In an unusual advertisement from his kitchen, Jensen Huang officially presented his new architecture for GPUs and "Ampere" computing cards, along with the new Tesla A100, his first flagship product based on this architecture.
Designed to succeed the Volta-based Tesla V100, this new Tesla A100 has the same purpose as its predecessor: To deliver the highest possible performance in artificial intelligence that current technologies allow. These are some of its main characteristics:
- More than 54 billion transistors, being the largest 7nm manufactured processing unit in the world
- Third Generation Tensor Cores with TF32, a new mathematical format that accelerates single precision AI training, offering up to 20x more performance than FP32 without code changes. It also supports FP64, offering up to 2.5x more performance than Volta.
- Multiple GPU instances, or MIGs, allowing a single A100 to be partitioned into up to 7 independent GPUs, each with its own resources.
- NVLink 3rd Generation, doubling the high-speed connection between GPUs, allowing servers with A100 to act as a single giant GPU.
All this allows for 6x more performance than Volta in AI training, and 7x more performance in inference.

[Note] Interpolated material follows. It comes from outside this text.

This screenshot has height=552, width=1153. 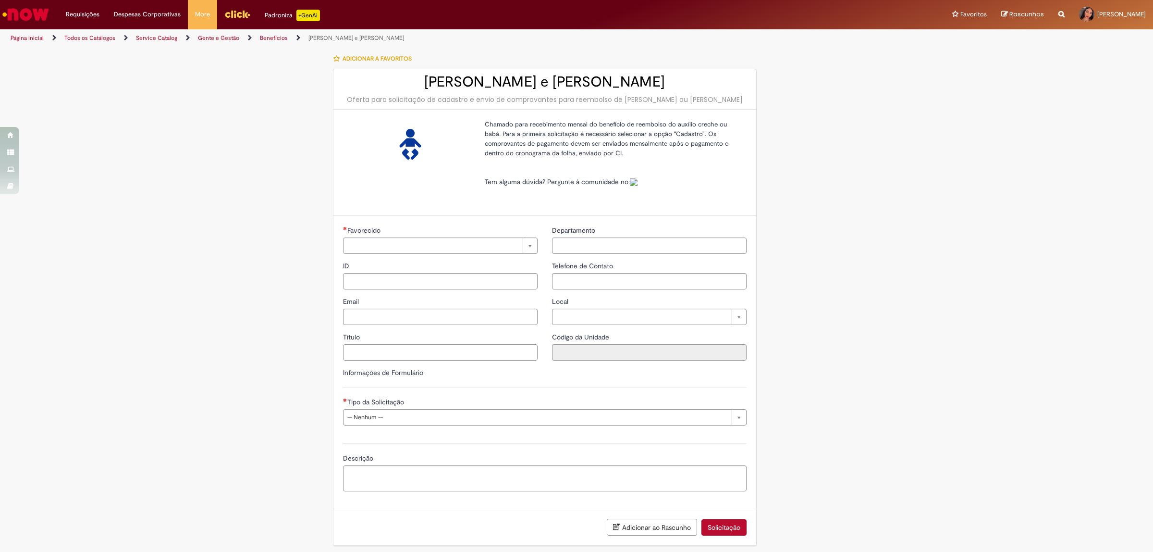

Unfortunately there is not much information on its specifications, although we know the following:
- 6912 Cuda Cores
- 40GB of VRAM HBM2e
- 1.55GB / s memory bandwidth
- NVLINK 3.0 support with bandwidth up to 600GB / s
- There will be versions with PCI-E form factor with PCI-E 4.0 interface
- 400W TDP
- Manufactured under the 7nm TSMC process
These new Tesla A100 GPUs will be available in the new DGX A100 system that we will talk about later, and also on different servers of Nvidia's partners, in addition to multiple supercomputers and cloud services from Microsoft, Google, Amazon, and more.